Comparison
Squawk vs pgfence
An honest comparison of two Postgres migration linters: Squawk (Rust, SQL-only) and pgfence (TypeScript, multi-ORM with safe rewrite guidance).
What Squawk does well
Squawk is a Rust-based Postgres migration linter with an official GitHub Action. It also covers broader SQL authoring workflows with goto-definition, hover, completions, and inlay hints.
If your team writes raw SQL and wants a fast lint pass in CI alongside rich editor features for general SQL authoring, Squawk is a solid choice.
Feature comparison
| Feature | Squawk | pgfence |
|---|---|---|
| Language | Rust | TypeScript (Node.js native) |
| SQL parser | Custom parser (CST-level access) | libpg_query (PostgreSQL's actual parser) |
| Rule surface | Focused SQL lint rule set | Broad migration-safety rule set |
| Trace mode | No | Yes (Docker-based, verifies locks against real PG) |
| Input: raw SQL | Yes | Yes |
| Input: TypeORM / Prisma / Knex / Sequelize / Drizzle | No (can pipe Django/Alembic output) | Yes (built-in ORM extractors) |
| Lock mode reporting | Implicit (in rule descriptions) | Explicit per statement |
| Safe rewrite recipes | Links to docs | Step-by-step safe rewrite guidance in output |
| DB-size-aware risk scoring | No | Yes (stats snapshot or direct connection) |
| VS Code extension | Yes (SQL IDE: goto-def, completions, inlay hints) | Yes (migration-focused: diagnostics, supported quick fixes, hover) |
| Output formats | Terminal, GitHub | Terminal, JSON, GitHub PR comment, SARIF |
| GitHub Action | Yes (first-party GitHub Action) | Yes (repo-level composite action) |
| Coverage reporting | No | Yes (analyzed vs. unanalyzable statements) |
| Policy checks | Some (timeout-setting lint) | Yes (lock_timeout, statement_timeout, tx policy) |
Different focus areas
Squawk covers more than migration linting. It also ships broader SQL authoring features with its own parser, including goto-definition, completions, and inlay hints.
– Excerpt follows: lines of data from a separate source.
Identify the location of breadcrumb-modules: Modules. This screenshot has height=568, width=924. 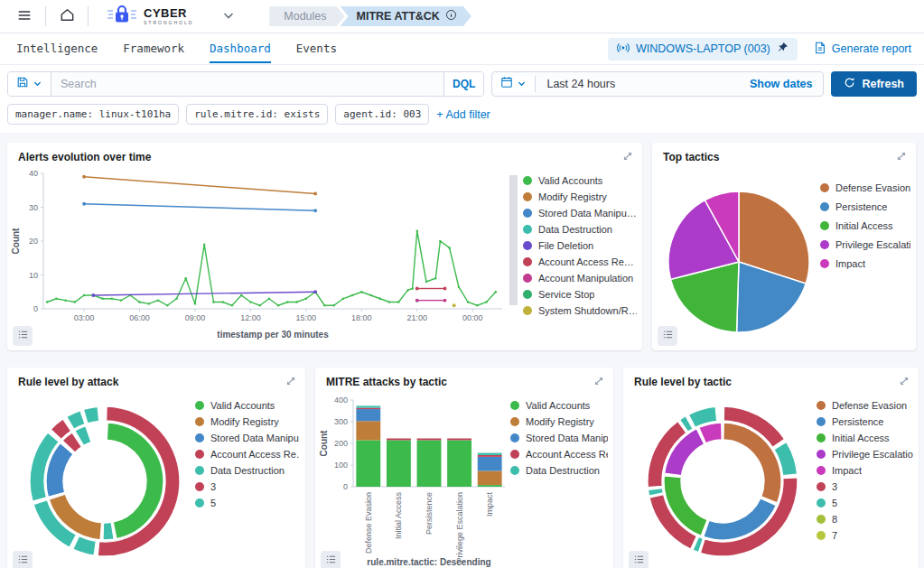
(307, 16).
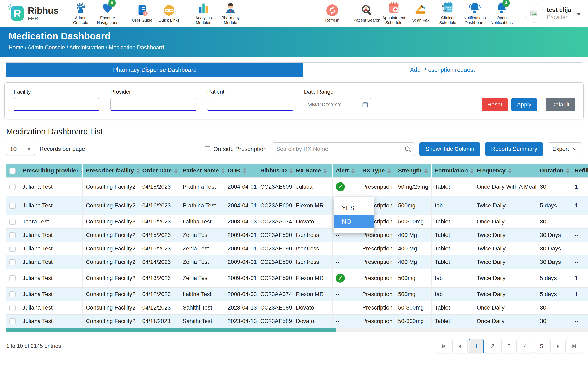 This screenshot has height=367, width=588. What do you see at coordinates (343, 149) in the screenshot?
I see `rx-search-input` at bounding box center [343, 149].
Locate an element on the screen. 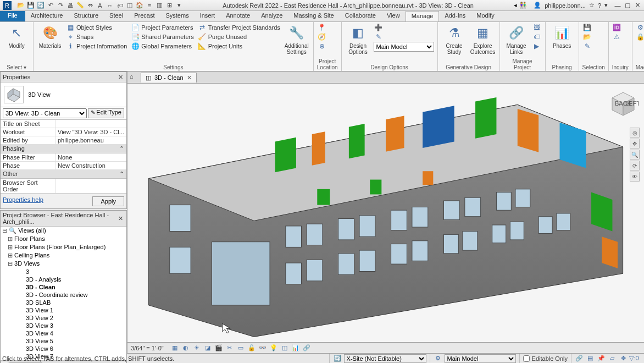 The image size is (644, 363). workset-icon: 🔄 is located at coordinates (337, 359).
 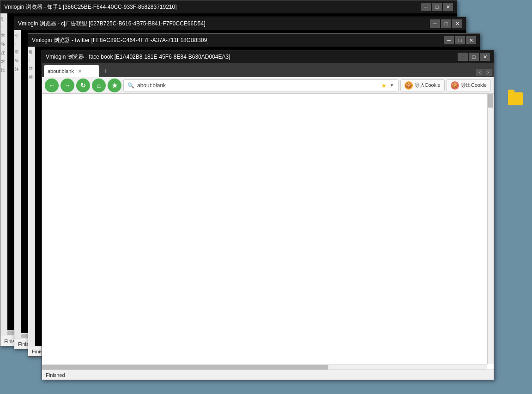 I want to click on home-icon: ⌂, so click(x=99, y=85).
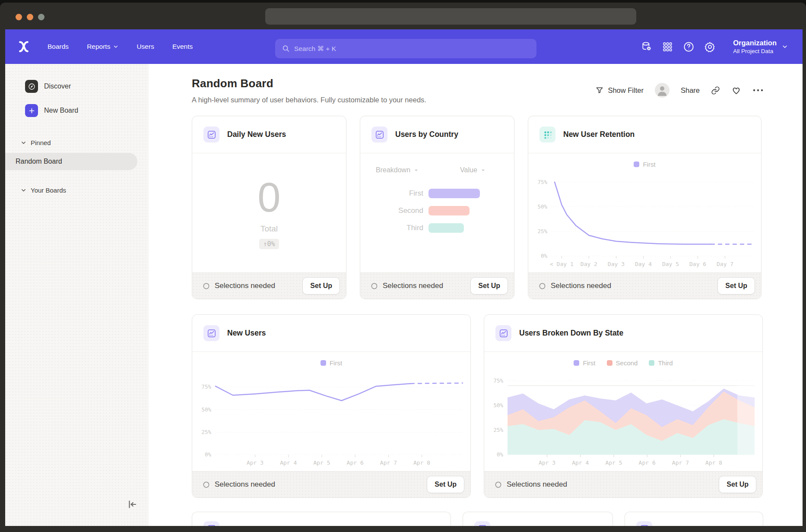 The width and height of the screenshot is (806, 532). I want to click on window-chrome, so click(403, 16).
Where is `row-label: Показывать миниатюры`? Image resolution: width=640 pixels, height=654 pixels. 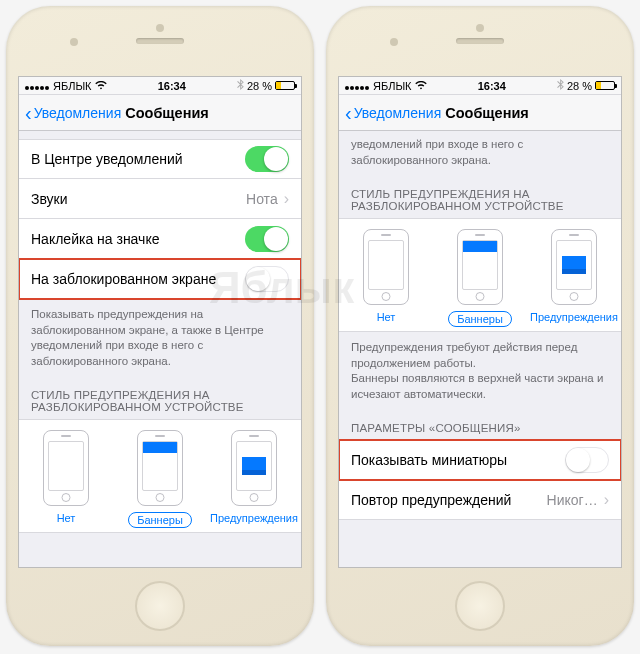
row-label: Показывать миниатюры is located at coordinates (429, 460).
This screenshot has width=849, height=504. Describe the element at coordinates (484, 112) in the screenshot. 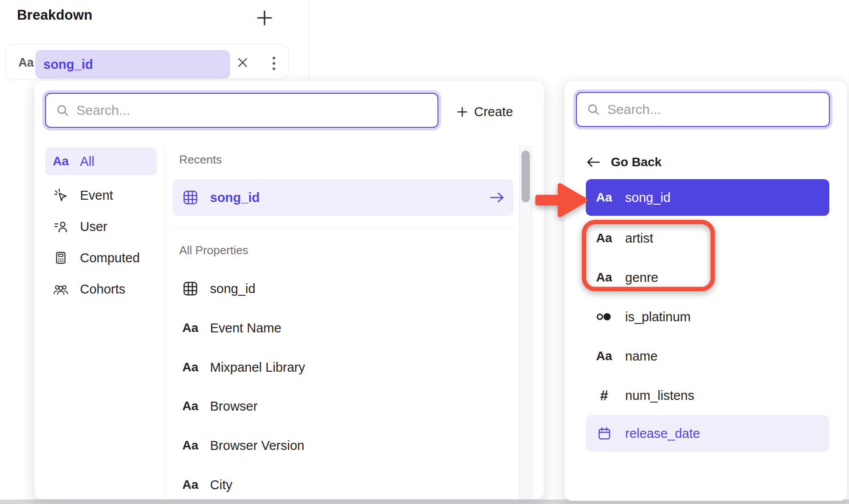

I see `create-property-button: Create` at that location.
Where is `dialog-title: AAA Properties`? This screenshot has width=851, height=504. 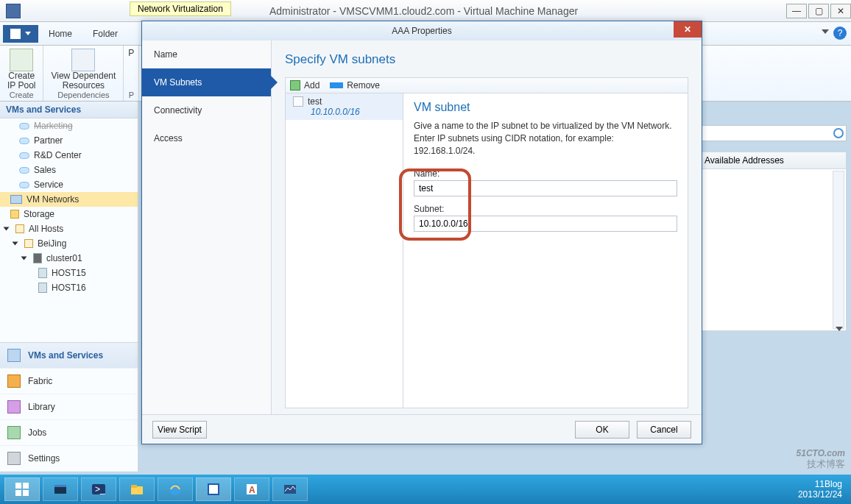 dialog-title: AAA Properties is located at coordinates (421, 31).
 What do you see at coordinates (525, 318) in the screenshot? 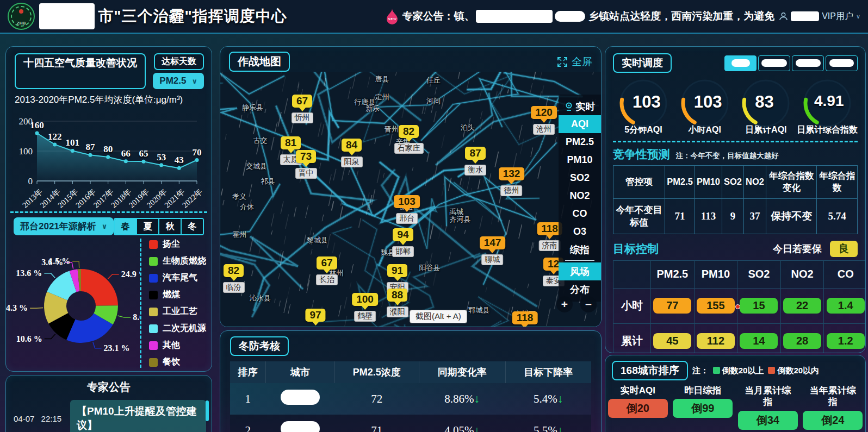
I see `marker-value: 118` at bounding box center [525, 318].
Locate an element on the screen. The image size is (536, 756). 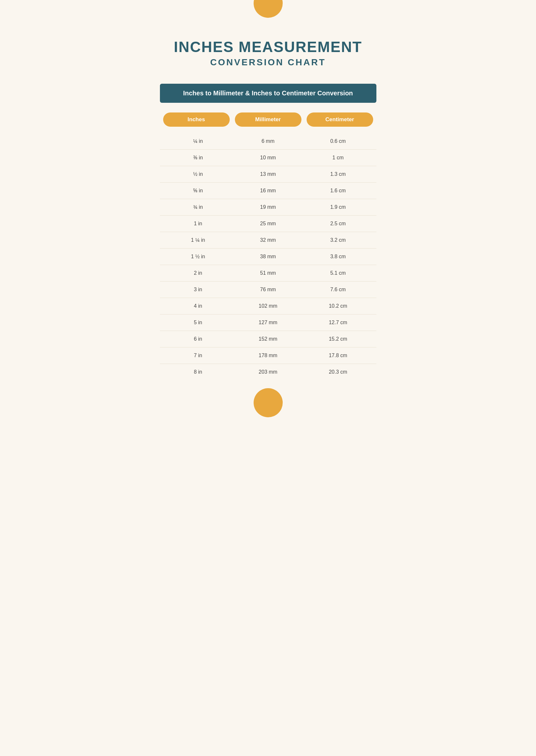
cell-mm: 6 mm is located at coordinates (268, 141).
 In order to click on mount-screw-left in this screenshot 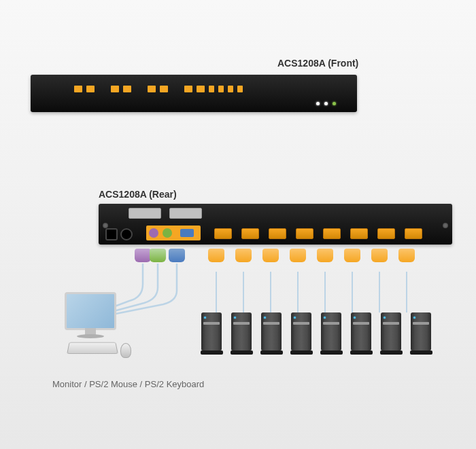, I will do `click(105, 226)`.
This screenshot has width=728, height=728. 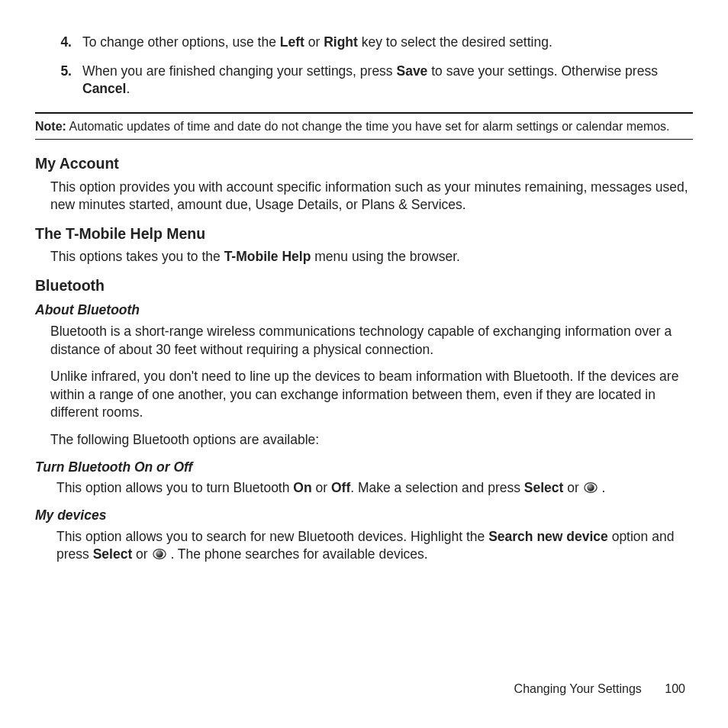 What do you see at coordinates (364, 234) in the screenshot?
I see `heading-help-menu: The T-Mobile Help Menu` at bounding box center [364, 234].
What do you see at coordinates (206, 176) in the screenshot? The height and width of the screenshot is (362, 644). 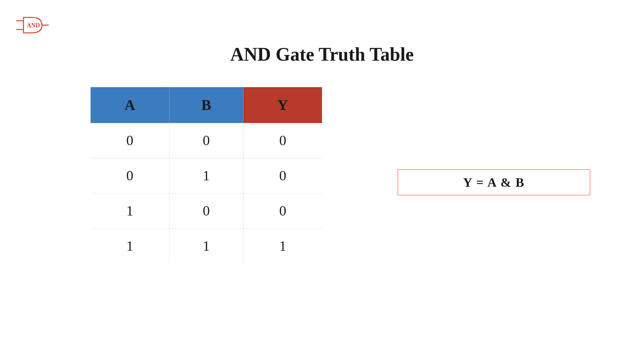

pgfence is focused specifically on migration safety: lock mode analysis, risk scoring, trace verification, and safe rewrite guidance. Its editor integration is built around migration diagnostics and quick fixes for supported executable rewrites rather than general SQL authoring.
When to choose Squawk
- Your team writes raw SQL migrations exclusively
- You want a Rust binary with zero Node.js dependency
- You want a full SQL IDE experience (goto-def, completions, inlay hints) alongside migration linting
When to choose pgfence
- Your team uses TypeORM, Prisma, Knex, Sequelize, or Drizzle migrations
- You want to know the exact lock mode each statement takes and what it blocks
- You want trace mode to verify lock predictions against real PostgreSQL
- You want step-by-step safe rewrite guidance directly in the output for supported patterns
- You need table-size-aware risk scoring
- You want SARIF output for GitHub Code Scanning annotations
- You want policy enforcement: missing
lock_timeout,CONCURRENTLYinside transactions - Your stack is Node.js/TypeScript
Both tools use the real parser (differently)
Squawk uses its own custom parser that provides CST-level access, needed for its IDE features. pgfence uses libpg_query, PostgreSQL's actual parser compiled to a C library. Both handle edge cases that regex-based linters miss.
The difference is in what they do after parsing. Squawk applies lint rules and powers IDE features. pgfence maps each AST node to a specific lock mode and risk level, then attaches safe migration guidance when it has a known rewrite.